Ohio 5: GOP Tries to Avoid Unpleasant Surprise in Ohio Special

by Stuart Rothenberg December 12, 2007 · 11:05 PM EST

Note: This columned appeared in Monday’s Roll Call, the day before the special election.

The reliably Republican nature of Ohio’s 5th district would seem to make it an unlikely target for Democrats, but a target it is in Tuesday’s special election.

And while political operatives from both parties scramble to downplay expectations, there is more than enough evidence to conclude that the race to fill the seat of the late Rep. Paul Gillmor (R) is going down to the wire.

Republican Bob Latta, who should, under normal circumstances, win the race rather easily, finds himself in an uncomfortably competitive race against Democrat Robin Weirauch, who already has lost two bids for Congress in the district.

A nasty Republican primary, during which the Club for Growth ran TV ads attacking Latta, combined with the political environment in the Buckeye State that one GOP political observer described as “very toxic,” has some Republicans privately expressing the fear that their party could lose a seat that it should not be forced to worry about.

While a mid-November GOP poll conducted by Public Opinion Strategies for Latta showed him at 50 percent of the vote and leading Weirauch by 14 points, both parties are spending heavily in the race.

The Democratic Congressional Campaign Committee started the fight by putting $150,000 behind TV spots in the district. The ads attempted to paint Latta as ethically challenged, including one ad that linked him to two discredited Ohio Republicans, former Gov. Bob Taft and fundraiser Tom Noe.

The National Republican Congressional Committee, which has little money in the bank and trails the DCCC’s fundraising badly this cycle, responded by putting $300,000 into TV and print advertising attacking Weirauch. Both parties have put in additional resources recently, so that total DCCC spending has approached $244,000 while NRCC spending is around $383,000, according to pre-election Federal Election Commission reports.

Given the Republicans’ cash-poor position — $2.5 million on hand through October compared with the DCCC’s $29.2 million — and their desire not to expend resources in a district that is normally considered safe for them, the NRCC’s actions strongly suggest that the committee believes the seat is at risk.

Democratic insiders have not claimed that their party’s nominee is ahead and insist the DCCC is spending cash primarily to force the NRCC to do the same. But the DCCC is not spending its resources in Virginia’s 1st district, which also is the site of a special election Tuesday, and the NRCC almost certainly would not have spent as heavily as it has if Republican strategists thought the DCCC was throwing its money away in Ohio.

A smart Democrat who is following the race closely told me recently that given the uncertainty about who will vote in the special election, it really doesn’t matter whether Weirauch is ahead or behind by a few points in late polling. “It’s all about turnout,” the Democrat said.

And that’s exactly why Republicans have pounded Weirauch as a liberal in the campaign’s final days. The Democrat, who is backed by EMILY’s List, is far better off if the election is about Latta, divisions in the GOP ranks, the war in Iraq or popular Gov. Ted Strickland (D), than if it is about her.

One savvy Republican agreed that the outcome rests primarily on turnout.

“If Republican voters stay home, [Latta] will get beat,” the GOP observer said. “Are Republican voters so depressed that they won’t show up to vote? How angry are the supporters of [GOP primary loser state Sen. Steve] Buehrer? Are they willing to sit back and let her win so that he can beat her next time?”

Democrats acknowledge that President Bush remains personally popular in the district, though they note that even in the district that he carried in 2000 and 2004 with 61 percent, a majority of voters are critical of his job performance.

And it is the district’s fundamental bent and the GOP’s activity that has Democratic insiders cautious about their party’s chances of pulling off an upset.

As one Democrat who is following the race closely said, “We have a field operation, television ads, mail, a governor’s visit and everything else [that is necessary to win]. But it’s still a Republican district, and there are a lot of people in suits staying at the Hampton Inn in Bowling Green. They probably are Republicans, because people don’t normally wear suits in Bowling Green.”

Democrats are at a distinct partisan disadvantage in the district, but specific circumstances of the special election, from the electorate’s mood to the divisive Republican primary, are just what they had hoped for. That has forced the NRCC to spend heavily simply to defend a normally safe seat. We’ll know soon whether Republicans have succeeded.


EXERCISE REQUIREMENTS
Using the data below, return every line that holds the word "Reflection".

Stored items
★ ★ ★ ★

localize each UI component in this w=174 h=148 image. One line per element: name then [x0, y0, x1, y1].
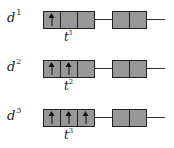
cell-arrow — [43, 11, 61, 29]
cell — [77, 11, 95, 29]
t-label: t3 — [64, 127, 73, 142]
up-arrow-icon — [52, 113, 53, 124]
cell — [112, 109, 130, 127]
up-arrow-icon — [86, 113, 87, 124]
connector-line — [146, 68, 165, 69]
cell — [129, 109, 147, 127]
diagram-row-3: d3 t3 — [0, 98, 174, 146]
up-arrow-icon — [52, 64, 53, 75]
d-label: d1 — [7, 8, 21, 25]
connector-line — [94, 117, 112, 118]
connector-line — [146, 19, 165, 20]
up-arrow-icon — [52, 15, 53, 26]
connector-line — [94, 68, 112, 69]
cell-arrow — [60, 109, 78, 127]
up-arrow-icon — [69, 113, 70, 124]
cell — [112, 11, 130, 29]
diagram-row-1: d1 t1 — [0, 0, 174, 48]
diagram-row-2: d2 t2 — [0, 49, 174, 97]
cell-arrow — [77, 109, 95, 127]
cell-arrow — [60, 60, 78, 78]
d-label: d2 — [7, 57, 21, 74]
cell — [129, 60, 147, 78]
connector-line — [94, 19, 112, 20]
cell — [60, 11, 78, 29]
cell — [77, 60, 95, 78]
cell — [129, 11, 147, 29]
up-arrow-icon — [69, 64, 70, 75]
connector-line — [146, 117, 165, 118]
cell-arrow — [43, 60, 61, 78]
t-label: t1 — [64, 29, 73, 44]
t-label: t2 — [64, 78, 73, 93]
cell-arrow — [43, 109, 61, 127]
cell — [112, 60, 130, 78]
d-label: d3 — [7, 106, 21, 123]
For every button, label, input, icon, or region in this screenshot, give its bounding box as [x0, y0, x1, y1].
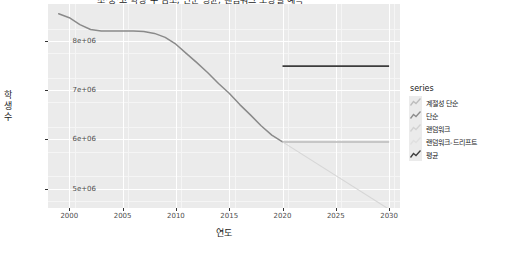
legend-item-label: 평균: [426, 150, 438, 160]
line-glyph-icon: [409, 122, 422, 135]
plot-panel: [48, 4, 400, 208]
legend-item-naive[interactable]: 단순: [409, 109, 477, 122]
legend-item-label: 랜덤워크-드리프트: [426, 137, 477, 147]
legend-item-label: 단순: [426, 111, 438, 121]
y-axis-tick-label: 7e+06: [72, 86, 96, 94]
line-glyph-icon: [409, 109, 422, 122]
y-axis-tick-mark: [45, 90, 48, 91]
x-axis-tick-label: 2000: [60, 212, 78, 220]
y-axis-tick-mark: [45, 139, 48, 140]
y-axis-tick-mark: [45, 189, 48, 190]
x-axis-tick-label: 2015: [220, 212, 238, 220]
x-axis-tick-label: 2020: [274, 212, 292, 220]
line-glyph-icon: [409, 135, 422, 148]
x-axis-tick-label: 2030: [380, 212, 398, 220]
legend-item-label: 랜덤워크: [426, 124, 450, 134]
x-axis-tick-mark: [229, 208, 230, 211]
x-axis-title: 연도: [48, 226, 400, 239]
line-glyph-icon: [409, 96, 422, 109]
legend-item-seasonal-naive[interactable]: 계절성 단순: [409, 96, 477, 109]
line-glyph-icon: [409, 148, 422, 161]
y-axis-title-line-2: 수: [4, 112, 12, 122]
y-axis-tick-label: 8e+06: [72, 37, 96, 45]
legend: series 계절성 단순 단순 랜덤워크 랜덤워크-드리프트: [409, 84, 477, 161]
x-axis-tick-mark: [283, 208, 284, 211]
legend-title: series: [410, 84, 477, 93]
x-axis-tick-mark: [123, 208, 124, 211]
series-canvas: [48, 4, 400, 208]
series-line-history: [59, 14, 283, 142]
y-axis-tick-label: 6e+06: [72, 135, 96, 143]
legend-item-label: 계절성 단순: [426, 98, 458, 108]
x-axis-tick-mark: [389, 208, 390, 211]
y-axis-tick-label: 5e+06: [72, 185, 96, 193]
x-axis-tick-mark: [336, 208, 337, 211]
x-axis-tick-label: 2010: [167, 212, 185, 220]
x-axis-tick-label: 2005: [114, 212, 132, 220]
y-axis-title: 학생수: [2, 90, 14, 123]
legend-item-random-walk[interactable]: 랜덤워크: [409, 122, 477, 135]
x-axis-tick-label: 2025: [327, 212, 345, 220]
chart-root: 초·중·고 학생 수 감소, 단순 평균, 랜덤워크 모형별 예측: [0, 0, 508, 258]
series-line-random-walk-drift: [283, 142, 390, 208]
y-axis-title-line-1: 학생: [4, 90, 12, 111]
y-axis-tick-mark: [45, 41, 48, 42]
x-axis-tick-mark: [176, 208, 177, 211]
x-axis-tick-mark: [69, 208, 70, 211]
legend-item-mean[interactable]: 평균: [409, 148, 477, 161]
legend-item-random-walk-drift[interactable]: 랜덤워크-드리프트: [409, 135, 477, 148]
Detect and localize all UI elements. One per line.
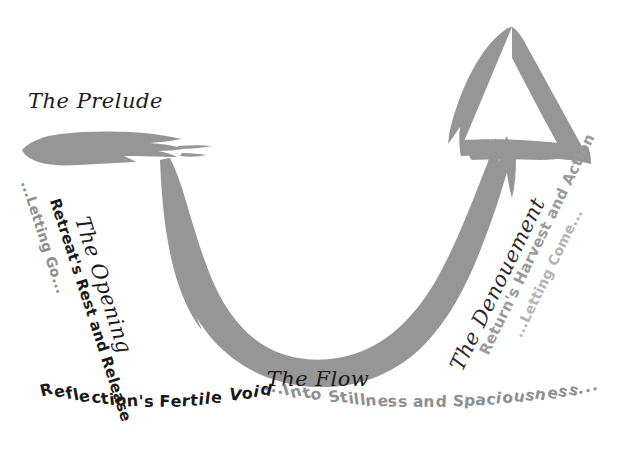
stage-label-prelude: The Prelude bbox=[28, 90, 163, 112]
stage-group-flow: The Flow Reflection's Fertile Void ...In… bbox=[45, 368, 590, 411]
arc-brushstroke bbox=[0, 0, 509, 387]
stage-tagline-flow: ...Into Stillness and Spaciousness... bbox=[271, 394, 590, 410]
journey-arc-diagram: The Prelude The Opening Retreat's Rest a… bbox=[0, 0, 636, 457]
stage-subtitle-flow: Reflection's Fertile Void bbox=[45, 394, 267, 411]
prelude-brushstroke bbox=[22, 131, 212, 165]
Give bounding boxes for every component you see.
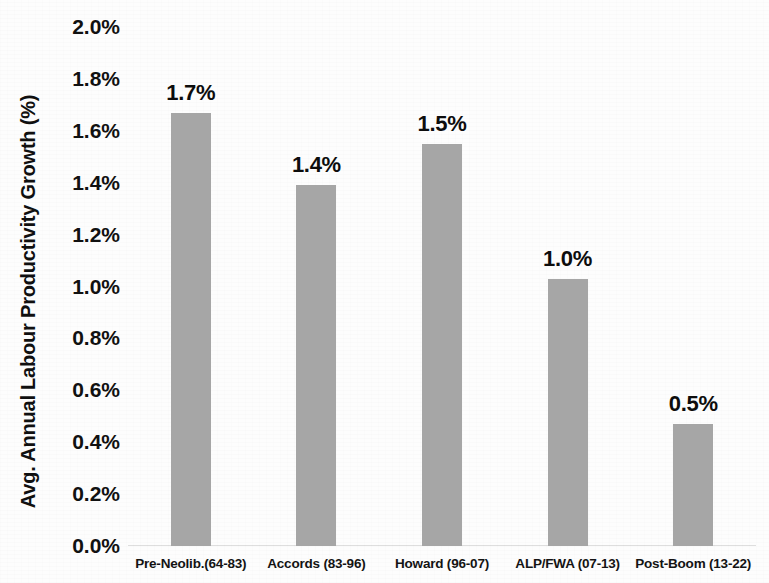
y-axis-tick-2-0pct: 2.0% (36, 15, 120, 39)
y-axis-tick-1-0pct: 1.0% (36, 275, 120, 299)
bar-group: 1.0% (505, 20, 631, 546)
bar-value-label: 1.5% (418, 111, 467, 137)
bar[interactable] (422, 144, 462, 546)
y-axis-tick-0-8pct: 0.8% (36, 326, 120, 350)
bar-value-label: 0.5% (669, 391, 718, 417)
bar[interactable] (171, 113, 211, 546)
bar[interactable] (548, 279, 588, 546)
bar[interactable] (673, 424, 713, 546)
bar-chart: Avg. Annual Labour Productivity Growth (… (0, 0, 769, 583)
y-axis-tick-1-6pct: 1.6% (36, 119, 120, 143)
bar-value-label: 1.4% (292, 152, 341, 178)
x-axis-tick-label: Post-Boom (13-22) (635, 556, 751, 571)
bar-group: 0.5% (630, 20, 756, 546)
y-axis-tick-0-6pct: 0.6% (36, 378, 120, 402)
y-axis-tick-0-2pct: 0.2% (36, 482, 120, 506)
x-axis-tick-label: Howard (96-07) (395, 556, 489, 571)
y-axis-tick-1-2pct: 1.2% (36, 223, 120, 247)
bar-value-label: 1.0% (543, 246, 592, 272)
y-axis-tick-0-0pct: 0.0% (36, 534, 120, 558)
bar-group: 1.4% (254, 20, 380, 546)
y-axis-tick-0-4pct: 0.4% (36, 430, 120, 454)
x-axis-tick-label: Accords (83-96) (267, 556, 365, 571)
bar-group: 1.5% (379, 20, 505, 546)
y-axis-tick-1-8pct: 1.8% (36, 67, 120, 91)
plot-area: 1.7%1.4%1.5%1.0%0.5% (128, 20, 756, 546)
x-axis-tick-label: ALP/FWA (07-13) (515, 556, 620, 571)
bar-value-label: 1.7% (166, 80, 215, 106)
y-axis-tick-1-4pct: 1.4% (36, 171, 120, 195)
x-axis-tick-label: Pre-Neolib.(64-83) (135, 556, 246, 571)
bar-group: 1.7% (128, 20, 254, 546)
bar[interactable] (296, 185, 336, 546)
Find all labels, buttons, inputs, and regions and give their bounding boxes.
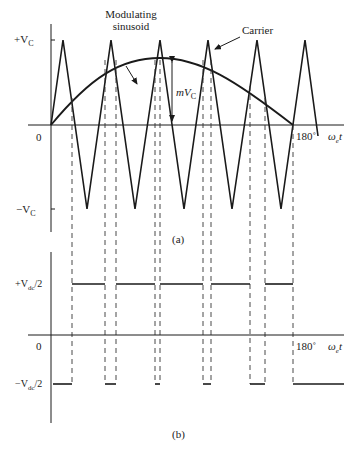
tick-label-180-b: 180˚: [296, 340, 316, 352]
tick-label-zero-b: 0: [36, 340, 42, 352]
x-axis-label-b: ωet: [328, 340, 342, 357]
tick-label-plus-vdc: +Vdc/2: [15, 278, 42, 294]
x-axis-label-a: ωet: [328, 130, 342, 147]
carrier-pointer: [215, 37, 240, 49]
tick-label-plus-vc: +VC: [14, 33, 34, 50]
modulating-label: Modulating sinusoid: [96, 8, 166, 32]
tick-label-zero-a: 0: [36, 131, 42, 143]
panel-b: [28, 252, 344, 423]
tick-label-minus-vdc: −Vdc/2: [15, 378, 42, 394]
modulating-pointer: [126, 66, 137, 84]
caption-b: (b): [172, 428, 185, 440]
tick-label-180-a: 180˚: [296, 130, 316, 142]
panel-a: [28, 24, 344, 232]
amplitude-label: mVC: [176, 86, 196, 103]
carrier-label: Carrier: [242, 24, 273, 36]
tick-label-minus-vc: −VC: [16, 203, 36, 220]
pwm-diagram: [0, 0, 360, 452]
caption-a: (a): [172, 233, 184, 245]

★ ★ ★ ★

SOLUTION
stage-group-flow: The Flow Reflection's Fertile Void ...In… bbox=[45, 368, 590, 411]
stage-subtitle-flow: Reflection's Fertile Void bbox=[45, 394, 267, 411]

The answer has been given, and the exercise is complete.